User
User

Reputation: 67

Getting wrong number of swaps for the algorithm problem

Problem

Whenever George asks Lily to hang out, she's busy doing homework. George wants to help her finish it faster, but he's in over his head! Can you help George understand Lily's homework so she can hang out with him?

Consider an array of n distinct integers, arr=[a[0],...,a[n-1]] . George can swap any two elements of the array any number of times. An array is beautiful if the sum of |a[i]-a[i-1]| > 0 among 0 < i < n is minimal.

Given the array arr, determine and return the minimum number of swaps that should be performed in order to make the array beautiful.

For example, arr = [7,15,12,3]. One minimal array is [3, 7, 12, 15]. To get there, George performed the following swaps:

Swap      Result
          [7, 15, 12, 3]
3 7       [3, 15, 12, 7]
7 15      [3, 7, 12, 15]

It took 2 swaps to make the array beautiful. This is minimal among the choice of beautiful arrays possible.

Input Format

The first line contains a single integer n , the number of elements in arr . The second line contains n  space-separated integers arr[i].

Constraints

0 < n < 100001 0 < arr[i] < 2000000001

Output Format

Return the minimum number of swaps needed to make the array beautiful.

Sample Input

4 2 5 3 1

Sample Output

2

My effort

I calculate the number of swaps comparing arr elements with its version sorted in the ascending and descending order. But for some reason, I'm getting the wrong result.

Code

int findSwaps(vector<int>& arr, const vector<int>& sortedArr, std::map<int, int> arrIndexMap) {
    int swaps = 0;
    int size = arr.size();

    for (int i = 0; i < size; i++) {
        if (arr[i] != sortedArr[i]) {
            swaps++;

            int j = arrIndexMap[sortedArr[i]];
            arrIndexMap[arr[i]] = j;
            arrIndexMap[arr[j]] = i;

            arr[j] = arr[i];
            arr[i] = sortedArr[i];
        }
    }

    return swaps;
}

int main() {
    int n;
    cin >> n;
    std::vector<int> arr(n);

    for (int i = 0; i < n; i++) {
        int value;
        cin >> value;
        arr.push_back(value);
    }

    std::map<int, int> arrIndexMap;
    for (int i = 0; i < n; i++) {
        arrIndexMap[arr[i]] = i;
    }

    std::vector<int> sortedArr = arr;
    std::sort(sortedArr.begin(), sortedArr.end());

    std::vector<int> descSortedArr = arr;
    std::sort(descSortedArr.begin(), descSortedArr.end(), std::greater<>());

    int swaps1 = findSwaps(arr, sortedArr, arrIndexMap);
    int swaps2 = findSwaps(arr, descSortedArr, arrIndexMap);
    cout << std::min(swaps1, swaps2);

    return 0;
}

Input

5
3 4 2 5 1

Expected Output

2

Actual Output

5

Upvotes: 1

Views: 674

Answers (1)

Anatolii
Anatolii

Reputation: 14660

Your algorithm is actually correct. However, there’re 2 C++ problems that lead to the unexpected behaviour:

1. You initialise your arr vector with n elements equal to 0 here:

std::vector<int> arr(n);  

And then you add n additional elements in a loop.

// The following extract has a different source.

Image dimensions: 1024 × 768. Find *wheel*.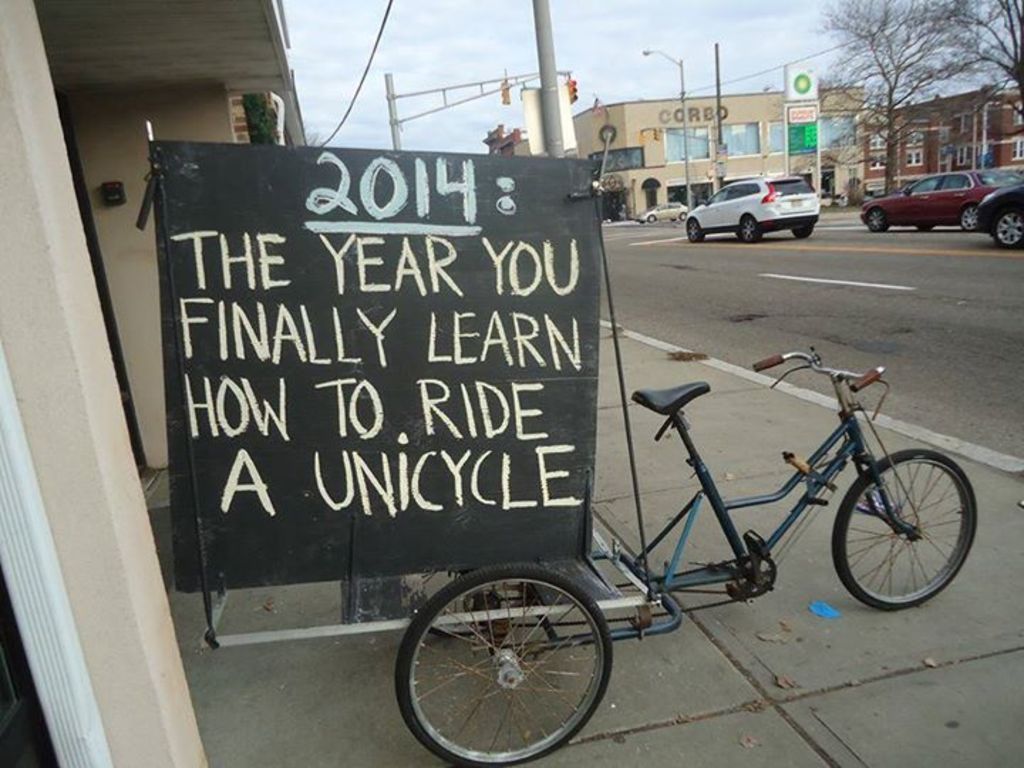
[x1=647, y1=213, x2=657, y2=228].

But you must have only n elements in your arr as per problem statement. So, create an empty vector by default:

std::vector<int> arr; 

2. Another issue is that you pass your arr by reference and that’s why the second time you pass it to findSwaps(...), it's already a modified version from your first call:

So, you should pass it by value so that not to affect the initial arr:

int findSwaps(vector<int> arr, const vector<int>& sortedArr, std::map<int, int> arrIndexMap)

After these 2 changes, I've tried your code on Hackerrank and it has passed all the tests.